Collected Works: III

A story by Leo Gonzales

Image: Untitled by Leo Gonzales

I. The businessman tosses watered down orangey Ford paint on the floor of the tree. It matches autumn maple leaves, and it seeps into the roots. The tree is almost gone, with some branches already fallen. The branches are dry sticks with auburn winds behind it and guidance tells the businessman to carry lumber over to his truckbed. He goes to his pick up and feels a sad wind blow through the window. All the boxes are new and it smells like cardboard when the shipment arrives.

II. The pick up came in time for a vacation, and the weary but young businessman rests his foot on the pedal before moving his way through Louisiana bayous. At a gas station he picks up tobacco and lets the gas funnel through as he moves in light moving from green changing to yellow. After a few minutes, he wonders what incentive he would have with a cash bonus. He loads more strands of tobacco into the husk.

III. At a rest stop, he reserves the pipe by his side and sits by a river. A lone smoke billows and he imagines the native man from work beside him – the things he would ask. He would ask to share tobacco first, and then ask if the native man thought it wrong to pour watered down paint over a tree’s dying roots. The river with steep mossy gorges moved slow; in a deep end a fish jumps past a wild brush. He thinks all stones are the same.

IV. After his vacation, the businessman returns to the dead tree and makes bundles of lumber beneath winds of maple. He carries the bundles by rope and stacks them clean in his truck bed, then the first scuffs of paint. He ties down each bundle with a sigh and drives with another tobacco bowl. Now he asks himself if it were smart to just toss the sticks in the back or to lay down some sort of cloth.

V. The next weekend, he makes a fireplace by the beach and listens to sea foam roll in under some moon. Embers move to one side of him, and he sees orange paint on his skin. He takes his shoes off and turns the truck on, tuning the radio to some station. He loads another tobacco pipe and moves himself into the driver seat with a post card. He wishes he had asked his co-worker, a neighbor, someone. A plume of ash hits the back of his throat and he coughs it out.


* [Your task] The answer consists of one number: how many lines of the data below include the string "legend".

Dataset entries on figures:
++++

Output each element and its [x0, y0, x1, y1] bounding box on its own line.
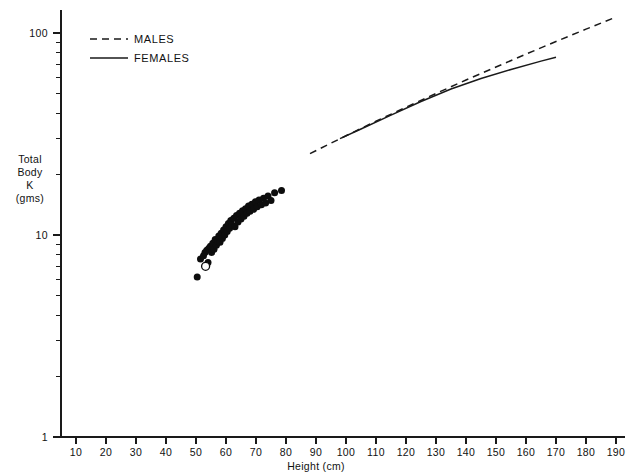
x-tick-label-60: 60	[220, 446, 232, 458]
scatter-points	[194, 187, 285, 280]
x-tick-label-170: 170	[547, 446, 566, 458]
x-tick-label-40: 40	[160, 446, 172, 458]
data-point-open	[202, 262, 210, 270]
x-tick-label-80: 80	[280, 446, 292, 458]
y-tick-label-1: 1	[42, 431, 48, 443]
x-tick-label-160: 160	[517, 446, 536, 458]
x-tick-label-190: 190	[607, 446, 626, 458]
y-tick-label-10: 10	[36, 229, 48, 241]
x-tick-label-10: 10	[70, 446, 82, 458]
y-axis-title-line-1: Body	[17, 166, 43, 178]
y-axis-minor-ticks	[56, 42, 61, 376]
x-tick-label-140: 140	[457, 446, 476, 458]
legend-label-females: FEMALES	[134, 52, 190, 64]
series-line-females	[340, 57, 556, 138]
x-tick-label-50: 50	[190, 446, 202, 458]
x-tick-label-70: 70	[250, 446, 262, 458]
x-tick-label-90: 90	[310, 446, 322, 458]
x-axis-tick-labels: 1020304050607080901001101201301401501601…	[70, 446, 626, 458]
scatter-log-chart: 110100 102030405060708090100110120130140…	[0, 0, 639, 476]
x-axis-major-ticks	[76, 437, 616, 444]
chart-legend: MALES FEMALES	[90, 33, 190, 64]
y-tick-label-100: 100	[29, 27, 48, 39]
data-point	[194, 273, 201, 280]
y-axis-title-line-0: Total	[18, 153, 42, 165]
data-point	[268, 197, 275, 204]
axes	[61, 10, 625, 437]
chart-figure: 110100 102030405060708090100110120130140…	[0, 0, 639, 476]
data-point	[271, 189, 278, 196]
regression-lines	[310, 17, 616, 154]
y-axis-tick-labels: 110100	[29, 27, 48, 443]
legend-label-males: MALES	[134, 33, 174, 45]
x-tick-label-100: 100	[337, 446, 356, 458]
x-tick-label-150: 150	[487, 446, 506, 458]
y-axis-title: TotalBodyK(gms)	[16, 153, 44, 204]
data-point	[278, 187, 285, 194]
x-tick-label-180: 180	[577, 446, 596, 458]
x-tick-label-120: 120	[397, 446, 416, 458]
y-axis-title-line-2: K	[26, 179, 33, 191]
x-axis-title: Height (cm)	[287, 460, 345, 472]
x-tick-label-20: 20	[100, 446, 112, 458]
x-tick-label-110: 110	[367, 446, 385, 458]
x-tick-label-130: 130	[427, 446, 446, 458]
y-axis-title-line-3: (gms)	[16, 192, 44, 204]
x-tick-label-30: 30	[130, 446, 142, 458]
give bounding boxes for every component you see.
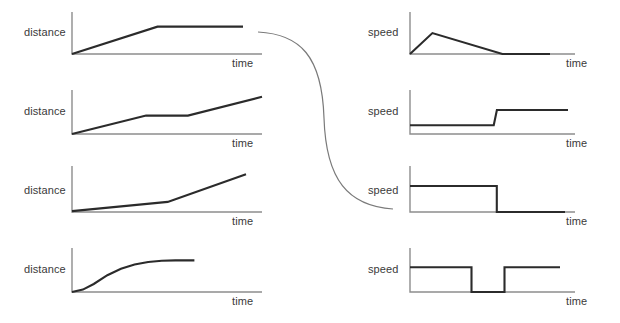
speed-chart-4-axes	[410, 248, 575, 292]
speed-chart-4-x-axis-label: time	[566, 295, 587, 307]
speed-chart-4-plot	[0, 0, 620, 323]
speed-chart-4-dataline	[410, 267, 560, 292]
worksheet-page: distancetimedistancetimedistancetimedist…	[0, 0, 620, 323]
speed-chart-4-y-axis-label: speed	[368, 263, 398, 275]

++++

* [Written solution] 3